Thousand yard stare

About aged 22 I noticed something.
I was finding it difficult to see things in the distance. I couldn’t see the number of the bus approaching (in fact, I would be lucky to see the actual bus), I would walk past folk on the street that I knew, prompting much embarrassment, I was giving the eye to monsters that thought looked like Nick Cave, when in fact they looked like Captain Caveman.
I would regularly drive down to Glasgow to visit Uni friends and I knew that I had to do something about my eyesight when for the second time I missed the turn off to the Glasgow road after the Perth bridgey/flyovery thing and was on the road to Edinburgh instead. (By the way, have you ever tried to get back on the road to Glasgow after making that mistake. It’s a flipping nightmare! You have to cut across fields and go through rivers, and everything! No wonder the Romans couldn’t conquer us, they probably took a wrong turn.)
Not only that, I would be in a cold sweat everytime I went behind the wheel, because I couldn’t see what I was doing, especially at night. I was a myopic nervous wreck.
And so it passed that I had to get glasses. *Sigh*
For about 4 years I got away with only wearing them to watch telly, edit and drive. I hated being a glasses wearer, as I’m too vain.
I thought of Velma from Scooby Doo, I thought of Edna Everage, I thought of Nan Mouskouri everytime I put them on. I would never wear them out and about, even though I would be in a bad mood when I got home because I couldn’t see what was going on at concerts, at the bar, across the table from me. In fact I would like to apologise to everyone who thought I was blanking them. I wasn’t; I was just like Al Pacino in “Scent of a Woman”, but without the scent.
One day whilst driving home from work, a white works van blocked the entrance into the right hand side street I was indicating to turn into. I wound my window down and said to the beast driving, “What’s the score? You’re blocking me.”
The Sun reading, pie eating, Irn-Bru swilling cretin turned to me and simply said, “Get tae fuck, you specky bitch!”
I nearly burst into tears. “Get tae fuck!” I can take. “Specky Bitch”, I couldn’t.
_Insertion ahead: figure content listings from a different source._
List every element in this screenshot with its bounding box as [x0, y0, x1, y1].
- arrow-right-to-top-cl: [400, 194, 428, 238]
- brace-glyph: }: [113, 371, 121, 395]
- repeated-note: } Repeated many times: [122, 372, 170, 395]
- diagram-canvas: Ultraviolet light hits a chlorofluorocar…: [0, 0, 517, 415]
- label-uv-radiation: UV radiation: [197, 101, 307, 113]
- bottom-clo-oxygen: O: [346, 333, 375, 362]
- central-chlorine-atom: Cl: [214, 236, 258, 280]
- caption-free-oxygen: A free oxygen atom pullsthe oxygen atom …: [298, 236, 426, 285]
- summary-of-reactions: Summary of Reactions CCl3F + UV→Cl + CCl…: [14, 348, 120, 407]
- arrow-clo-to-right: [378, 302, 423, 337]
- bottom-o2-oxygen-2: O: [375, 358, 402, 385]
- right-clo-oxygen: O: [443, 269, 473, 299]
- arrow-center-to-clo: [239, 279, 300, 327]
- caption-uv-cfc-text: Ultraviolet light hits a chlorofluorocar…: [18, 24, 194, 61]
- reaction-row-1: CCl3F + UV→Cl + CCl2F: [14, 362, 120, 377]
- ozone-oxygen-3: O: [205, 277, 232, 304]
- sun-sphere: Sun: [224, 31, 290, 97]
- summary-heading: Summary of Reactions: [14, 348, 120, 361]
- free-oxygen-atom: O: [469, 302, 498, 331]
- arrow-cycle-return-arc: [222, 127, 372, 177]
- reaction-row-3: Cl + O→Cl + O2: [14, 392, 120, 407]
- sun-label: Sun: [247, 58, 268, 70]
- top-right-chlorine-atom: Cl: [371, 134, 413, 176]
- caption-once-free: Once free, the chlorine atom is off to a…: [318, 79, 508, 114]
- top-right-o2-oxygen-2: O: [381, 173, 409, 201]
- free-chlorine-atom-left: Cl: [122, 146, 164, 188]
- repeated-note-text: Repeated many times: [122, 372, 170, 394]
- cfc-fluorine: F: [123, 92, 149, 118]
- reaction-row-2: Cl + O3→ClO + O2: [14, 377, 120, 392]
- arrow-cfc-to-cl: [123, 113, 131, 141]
The time had come to get contact lenses, and these days I cannot do without them. I hate the fact that I cannot exist without the little expensive blighters. I hate the fact that I forgot to take them when I went to Finland and had to go four days with glasses before my package from home arrived with the lenses.
So I have been looking into the cut-your-eyeball-open-with-a-laser-surgery.
There’s only one thing stopping me: I am crapping myself.